How the Grand Tour transformed eighteenth-century culture in Britain

In an extract from Mike Rendell's ‘The Grand Tour’, we explore the outlines of the tradition and its impact on the way the British lived

The Tour resulted in some extraordinary male fashions. Men were nicknamed ‘macaronis’ – a derogatory reference to anything Italian – if they wore ludicrously high, heavily powdered wigs, or followed the trend for tight trousers, or walked with a dandified swagger.

The Grand Tour really got going after 1660. Of course, before that time people had travelled abroad as tourists, but with the restoration of the monarchy a well-trodden path developed, focusing on Paris and Rome. It reached its heyday during the 1760s and was still in full swing until 1789. The French Revolution was followed by a deterioration in Anglo–French relations, to say nothing of the risk of a noble tourist losing his head. Travellers could still set off from Dover for Ostend and from there travel through Germany, Austria and Switzerland and down into Italy. However, when Napoleon invaded Italy in 1796 that country also became out of bounds. Some adapted their tour to include Greece and the rest of the Ottoman Empire, travelling as far as Egypt, but for many the Tour was suspended until peace in Europe was restored by the Treaty of Paris in 1815. When it re-commenced, the Tour to France and Italy had started to go down-market, attracting tourists on a cut-down version, and by the middle of the nineteenth century the advent of the train had led to the birth of mass tourism; the Grand Tour as an exclusive aristocratic venture was effectively over.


Problem:
Excluding pictures, give the entries again exactly as they appear.

Extracted data:
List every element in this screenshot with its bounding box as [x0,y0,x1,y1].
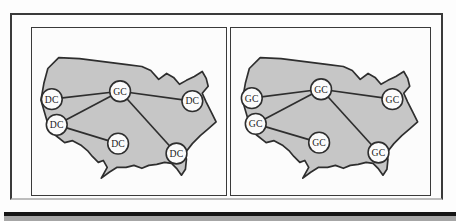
figure-canvas: DCDCGCDCDCDC GCGCGCGCGCGC [0,0,456,221]
node-label: GC [113,86,127,97]
map-layer [41,58,216,179]
us-map-right: GCGCGCGCGCGC [231,28,430,195]
node-label: DC [185,95,199,106]
node-label: DC [170,148,184,159]
network-node-left-3: DC [182,91,203,112]
node-label: DC [45,94,59,105]
network-node-left-2: GC [110,81,131,102]
node-label: GC [385,94,399,105]
network-node-right-4: GC [309,132,330,153]
network-node-left-1: DC [46,114,67,135]
node-label: GC [245,93,259,104]
network-node-left-4: DC [108,133,129,154]
node-label: DC [111,138,125,149]
us-map-outline [41,58,216,179]
partial-next-element-bar [4,212,456,221]
node-label: GC [372,147,386,158]
node-label: GC [249,118,263,129]
network-node-right-1: GC [245,113,266,134]
left-map-panel: DCDCGCDCDCDC [31,27,227,196]
network-node-left-5: DC [166,143,187,164]
network-node-right-2: GC [311,79,332,100]
network-node-right-3: GC [382,89,403,110]
node-label: DC [50,119,64,130]
right-map-panel: GCGCGCGCGCGC [230,27,431,196]
node-label: GC [314,84,328,95]
network-node-right-0: GC [241,88,262,109]
network-node-right-5: GC [368,142,389,163]
us-map-left: DCDCGCDCDCDC [32,28,226,195]
node-label: GC [312,137,326,148]
network-node-left-0: DC [41,89,62,110]
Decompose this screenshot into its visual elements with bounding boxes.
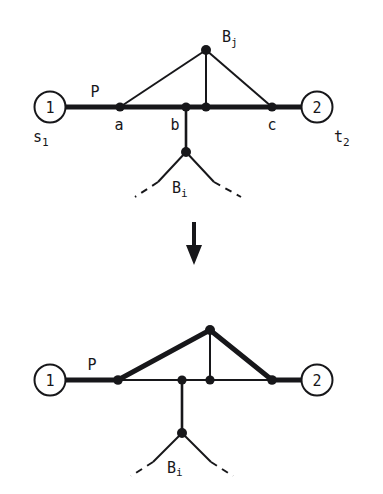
vertex-a bbox=[115, 102, 124, 111]
after-path-label: P bbox=[87, 356, 96, 374]
vertex-b bbox=[181, 102, 190, 111]
vertex-mid bbox=[201, 102, 210, 111]
bi-leg-right bbox=[182, 433, 211, 462]
panel-before: 1 2 s1 t2 P a b c Bj Bi bbox=[33, 28, 350, 200]
arrow-head bbox=[186, 245, 202, 265]
vertex-bj bbox=[201, 45, 211, 55]
before-label-bj-sub: j bbox=[231, 36, 238, 49]
edge-bj-to-a bbox=[120, 50, 206, 107]
before-terminal-right-name-base: t bbox=[334, 128, 343, 146]
after-vertices bbox=[113, 325, 277, 438]
before-terminal-right-name-sub: 2 bbox=[343, 136, 350, 149]
before-terminal-left-name: s1 bbox=[33, 128, 49, 149]
before-label-bj-base: B bbox=[222, 28, 231, 46]
after-label-bi: Bi bbox=[167, 459, 183, 479]
vertex-b bbox=[177, 375, 186, 384]
bi-leg-left-dashed bbox=[135, 182, 158, 197]
vertex-mid bbox=[205, 375, 214, 384]
bi-leg-right-dashed bbox=[211, 462, 233, 476]
before-vertices bbox=[115, 45, 276, 157]
before-label-bi: Bi bbox=[172, 179, 188, 200]
before-terminal-right-name: t2 bbox=[334, 128, 350, 149]
vertex-bi bbox=[177, 428, 187, 438]
vertex-a bbox=[113, 375, 123, 385]
vertex-c bbox=[267, 102, 276, 111]
transform-arrow bbox=[186, 222, 202, 265]
bi-leg-left bbox=[153, 433, 182, 462]
before-label-c: c bbox=[267, 116, 276, 134]
vertex-apex bbox=[205, 325, 215, 335]
after-node-2-number: 2 bbox=[312, 372, 321, 390]
before-terminal-left-name-sub: 1 bbox=[42, 136, 49, 149]
before-label-bi-base: B bbox=[172, 179, 181, 197]
edge-bj-to-c bbox=[206, 50, 272, 107]
figure-canvas: 1 2 s1 t2 P a b c Bj Bi bbox=[0, 0, 383, 494]
before-branch-bj-edges bbox=[120, 50, 272, 107]
before-branch-bi-legs bbox=[135, 152, 241, 197]
bi-leg-left bbox=[158, 152, 186, 182]
after-path-p bbox=[65, 330, 302, 380]
panel-after: 1 2 P Bi bbox=[35, 325, 333, 479]
vertex-c bbox=[267, 375, 277, 385]
before-node-2-number: 2 bbox=[312, 99, 321, 117]
bi-leg-right bbox=[186, 152, 214, 182]
after-label-bi-sub: i bbox=[176, 466, 183, 479]
after-node-1-number: 1 bbox=[45, 372, 54, 390]
before-node-1-number: 1 bbox=[45, 99, 54, 117]
after-label-bi-base: B bbox=[167, 459, 176, 477]
before-label-bj: Bj bbox=[222, 28, 238, 49]
bi-leg-right-dashed bbox=[214, 182, 241, 197]
bi-leg-left-dashed bbox=[131, 462, 153, 476]
before-path-label: P bbox=[90, 83, 99, 101]
before-label-a: a bbox=[114, 116, 123, 134]
before-terminal-left-name-base: s bbox=[33, 128, 42, 146]
vertex-bi bbox=[181, 147, 191, 157]
before-label-bi-sub: i bbox=[181, 187, 188, 200]
before-label-b: b bbox=[170, 116, 179, 134]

Problem solution:
List every element in this screenshot with its bounding box as [x0,y0,x1,y1].
figure-canvas: DCDCGCDCDCDC GCGCGCGCGCGC [0,0,456,221]
node-label: GC [113,86,127,97]
map-layer [41,58,216,179]
us-map-right: GCGCGCGCGCGC [231,28,430,195]
node-label: DC [185,95,199,106]
node-label: DC [170,148,184,159]
network-node-left-3: DC [182,91,203,112]
node-label: DC [45,94,59,105]
network-node-left-2: GC [110,81,131,102]
node-label: GC [385,94,399,105]
network-node-right-4: GC [309,132,330,153]
network-node-left-1: DC [46,114,67,135]
node-label: GC [245,93,259,104]
network-node-left-4: DC [108,133,129,154]
node-label: DC [111,138,125,149]
us-map-outline [41,58,216,179]
partial-next-element-bar [4,212,456,221]
node-label: GC [372,147,386,158]
node-label: GC [249,118,263,129]
network-node-right-1: GC [245,113,266,134]
left-map-panel: DCDCGCDCDCDC [31,27,227,196]
network-node-left-5: DC [166,143,187,164]
network-node-right-2: GC [311,79,332,100]
network-node-right-3: GC [382,89,403,110]
node-label: DC [50,119,64,130]
right-map-panel: GCGCGCGCGCGC [230,27,431,196]
node-label: GC [314,84,328,95]
network-node-right-0: GC [241,88,262,109]
network-node-right-5: GC [368,142,389,163]
us-map-left: DCDCGCDCDCDC [32,28,226,195]
node-label: GC [312,137,326,148]
network-node-left-0: DC [41,89,62,110]
Decompose this screenshot into its visual elements with bounding boxes.
vertex-a bbox=[115, 102, 124, 111]
after-path-label: P bbox=[87, 356, 96, 374]
vertex-b bbox=[181, 102, 190, 111]
vertex-mid bbox=[201, 102, 210, 111]
bi-leg-right bbox=[182, 433, 211, 462]
panel-before: 1 2 s1 t2 P a b c Bj Bi bbox=[33, 28, 350, 200]
arrow-head bbox=[186, 245, 202, 265]
vertex-bj bbox=[201, 45, 211, 55]
before-label-bj-sub: j bbox=[231, 36, 238, 49]
edge-bj-to-a bbox=[120, 50, 206, 107]
before-terminal-right-name-base: t bbox=[334, 128, 343, 146]
after-vertices bbox=[113, 325, 277, 438]
before-terminal-right-name-sub: 2 bbox=[343, 136, 350, 149]
before-terminal-left-name: s1 bbox=[33, 128, 49, 149]
before-label-bj-base: B bbox=[222, 28, 231, 46]
after-label-bi: Bi bbox=[167, 459, 183, 479]
vertex-b bbox=[177, 375, 186, 384]
bi-leg-left-dashed bbox=[135, 182, 158, 197]
vertex-mid bbox=[205, 375, 214, 384]
bi-leg-right-dashed bbox=[211, 462, 233, 476]
before-vertices bbox=[115, 45, 276, 157]
before-label-bi: Bi bbox=[172, 179, 188, 200]
before-terminal-right-name: t2 bbox=[334, 128, 350, 149]
vertex-bi bbox=[177, 428, 187, 438]
vertex-a bbox=[113, 375, 123, 385]
vertex-c bbox=[267, 102, 276, 111]
transform-arrow bbox=[186, 222, 202, 265]
bi-leg-left bbox=[153, 433, 182, 462]
before-label-c: c bbox=[267, 116, 276, 134]
vertex-apex bbox=[205, 325, 215, 335]
after-node-2-number: 2 bbox=[312, 372, 321, 390]
before-terminal-left-name-sub: 1 bbox=[42, 136, 49, 149]
before-label-bi-base: B bbox=[172, 179, 181, 197]
edge-bj-to-c bbox=[206, 50, 272, 107]
figure-canvas: 1 2 s1 t2 P a b c Bj Bi bbox=[0, 0, 383, 494]
before-branch-bj-edges bbox=[120, 50, 272, 107]
before-branch-bi-legs bbox=[135, 152, 241, 197]
bi-leg-left bbox=[158, 152, 186, 182]
after-path-p bbox=[65, 330, 302, 380]
panel-after: 1 2 P Bi bbox=[35, 325, 333, 479]
vertex-c bbox=[267, 375, 277, 385]
before-node-2-number: 2 bbox=[312, 99, 321, 117]
bi-leg-right bbox=[186, 152, 214, 182]
after-label-bi-sub: i bbox=[176, 466, 183, 479]
after-node-1-number: 1 bbox=[45, 372, 54, 390]
before-node-1-number: 1 bbox=[45, 99, 54, 117]
after-label-bi-base: B bbox=[167, 459, 176, 477]
before-label-bj: Bj bbox=[222, 28, 238, 49]
bi-leg-right-dashed bbox=[214, 182, 241, 197]
bi-leg-left-dashed bbox=[131, 462, 153, 476]
before-path-label: P bbox=[90, 83, 99, 101]
before-label-a: a bbox=[114, 116, 123, 134]
before-terminal-left-name-base: s bbox=[33, 128, 42, 146]
vertex-bi bbox=[181, 147, 191, 157]
before-label-bi-sub: i bbox=[181, 187, 188, 200]
before-label-b: b bbox=[170, 116, 179, 134]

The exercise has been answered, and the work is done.